Comment 11 Harlan Stenn 2015-10-23 06:27:56 UTC
Fixed in 4.2.8p4 and 4.3.77
Comment 12 Miroslav Lichvar 2016-01-21 09:25:35 UTC
As discussed on the ntp hackers list couple months ago, this issue doesn't seem to be fully fixed. When the TEST3 check performed on the transmit timestamp fails, the TEST2 check is skipped and a KoD reply is accepted even when its origin timestamp doesn't match the transmit timestamp from the request.
Comment 13 Harlan Stenn 2016-01-21 11:41:27 UTC
Miroslav,

I'm marking this as IN_PROGRESS per your comment.

I don't yet see what you are describing.

In ntp_proto.c, starting at line 1462, we have the case where:

- we are not in interleave mode
- if we are not a KOD packet {(in this case we *are*) clear the origin stamp}
- else if(aorg is zero, or the org stamps differ) we:
- - flash TEST2
- - log a message about unexpected origin timestamps
- - see if this qualifies for starting interleave
- - RETURN

This case should cover this bug report - a KoD packet is tested for origin timestamp.  Only if the origin timestamps are OK do we get past this point.

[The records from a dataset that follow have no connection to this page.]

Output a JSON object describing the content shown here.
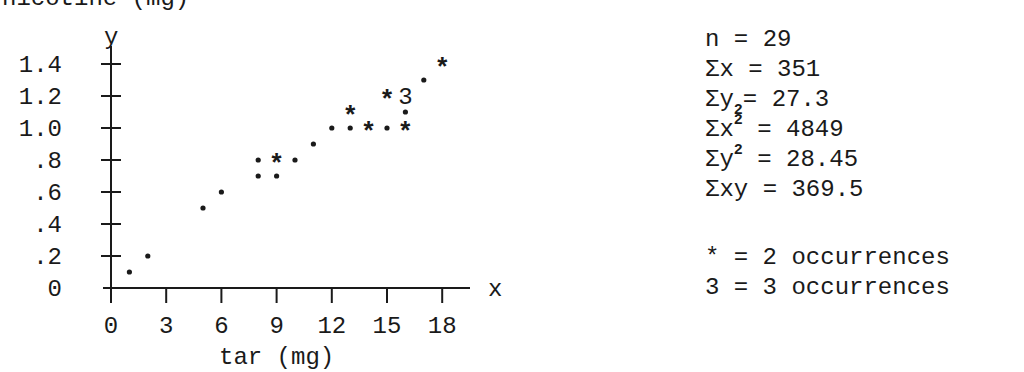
{
  "chart_data": {
    "type": "scatter",
    "title": "",
    "ylabel": "nicotine (mg)",
    "xlabel": "tar (mg)",
    "x_axis_symbol": "x",
    "y_axis_symbol": "y",
    "xlim": [
      0,
      19
    ],
    "ylim": [
      0,
      1.5
    ],
    "x_ticks": [
      0,
      3,
      6,
      9,
      12,
      15,
      18
    ],
    "x_tick_labels": [
      "0",
      "3",
      "6",
      "9",
      "12",
      "15",
      "18"
    ],
    "y_ticks": [
      0,
      0.2,
      0.4,
      0.6,
      0.8,
      1.0,
      1.2,
      1.4
    ],
    "y_tick_labels": [
      "0",
      ".2",
      ".4",
      ".6",
      ".8",
      "1.0",
      "1.2",
      "1.4"
    ],
    "grid": false,
    "points": [
      {
        "x": 1,
        "y": 0.1,
        "count": 1
      },
      {
        "x": 2,
        "y": 0.2,
        "count": 1
      },
      {
        "x": 5,
        "y": 0.5,
        "count": 1
      },
      {
        "x": 6,
        "y": 0.6,
        "count": 1
      },
      {
        "x": 8,
        "y": 0.7,
        "count": 1
      },
      {
        "x": 9,
        "y": 0.7,
        "count": 1
      },
      {
        "x": 8,
        "y": 0.8,
        "count": 1
      },
      {
        "x": 9,
        "y": 0.8,
        "count": 2
      },
      {
        "x": 10,
        "y": 0.8,
        "count": 1
      },
      {
        "x": 11,
        "y": 0.9,
        "count": 1
      },
      {
        "x": 12,
        "y": 1.0,
        "count": 1
      },
      {
        "x": 13,
        "y": 1.0,
        "count": 1
      },
      {
        "x": 14,
        "y": 1.0,
        "count": 2
      },
      {
        "x": 15,
        "y": 1.0,
        "count": 1
      },
      {
        "x": 16,
        "y": 1.0,
        "count": 2
      },
      {
        "x": 16,
        "y": 1.1,
        "count": 1
      },
      {
        "x": 13,
        "y": 1.1,
        "count": 2
      },
      {
        "x": 15,
        "y": 1.2,
        "count": 2
      },
      {
        "x": 16,
        "y": 1.2,
        "count": 3
      },
      {
        "x": 17,
        "y": 1.3,
        "count": 1
      },
      {
        "x": 18,
        "y": 1.4,
        "count": 2
      }
    ],
    "markers": {
      "1": "•",
      "2": "*",
      "3": "3"
    }
  },
  "stats": {
    "n": {
      "label": "n",
      "value": "29"
    },
    "sum_x": {
      "label": "Σx",
      "value": "351"
    },
    "sum_y": {
      "label": "Σy",
      "value": "27.3"
    },
    "sum_x2": {
      "label": "Σx",
      "value": "4849"
    },
    "sum_y2": {
      "label": "Σy",
      "value": "28.45"
    },
    "sum_xy": {
      "label": "Σxy",
      "value": "369.5"
    },
    "sup": "2",
    "eq": "="
  },
  "legend": [
    {
      "symbol": "*",
      "text": "= 2 occurrences"
    },
    {
      "symbol": "3",
      "text": "= 3 occurrences"
    }
  ]
}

- else we clear the origin timestamp

Otherwise, we *are* handling interleave.

We look for a TEST3 violation.

If there isn't a TEST3 violation we do TEST2 checks for interleaved symmetric mode.

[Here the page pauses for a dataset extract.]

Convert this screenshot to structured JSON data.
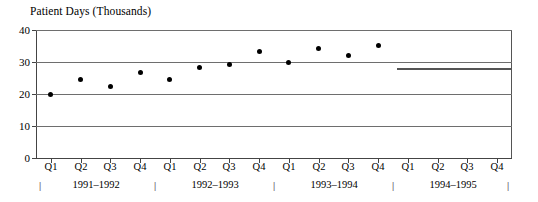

I think I may see a case here - the case where we get a KoD response and we're in interleave mode.

Or do you see something else I'm missing?

Now I'm curious about exactly what should happen with KoD packets in interleave mode.
Comment 14 Miroslav Lichvar 2016-01-22 08:02:59 UTC
In the current stable code on line 1416 in ntp_proto.c is checked the transmit timestamp. When it's zero the code that checks the origin timestamp starting at line 1462 is not executed. A packet that has zero transmit timestamp avoids validation of the origin timestamp.
Comment 15 Harlan Stenn 2016-01-23 13:56:52 UTC
I've refactored the way KoD packets are checked to include more than just the origin timestamp (the original thrust of this report).

These fixes are STAGED for 4.2.8p7.
Comment 16 Harlan Stenn 2016-04-27 04:04:20 UTC
Majdi,

Thanks for the report.  Please check 4.2.8p7 and mark this bug as VERIFIED or IN_PROGRESS, as appropriate.
Comment 17 Ulrich Windl 2016-06-29 10:38:03 UTC
In 4.2.8p8 I got this message (which is not very helpful):
28 Jun 16:04:25 ntpd[17516]: receive: KoD packet from 172.20.16.7 has inconsistent xmt/org/rec timestamps.  Ignoring.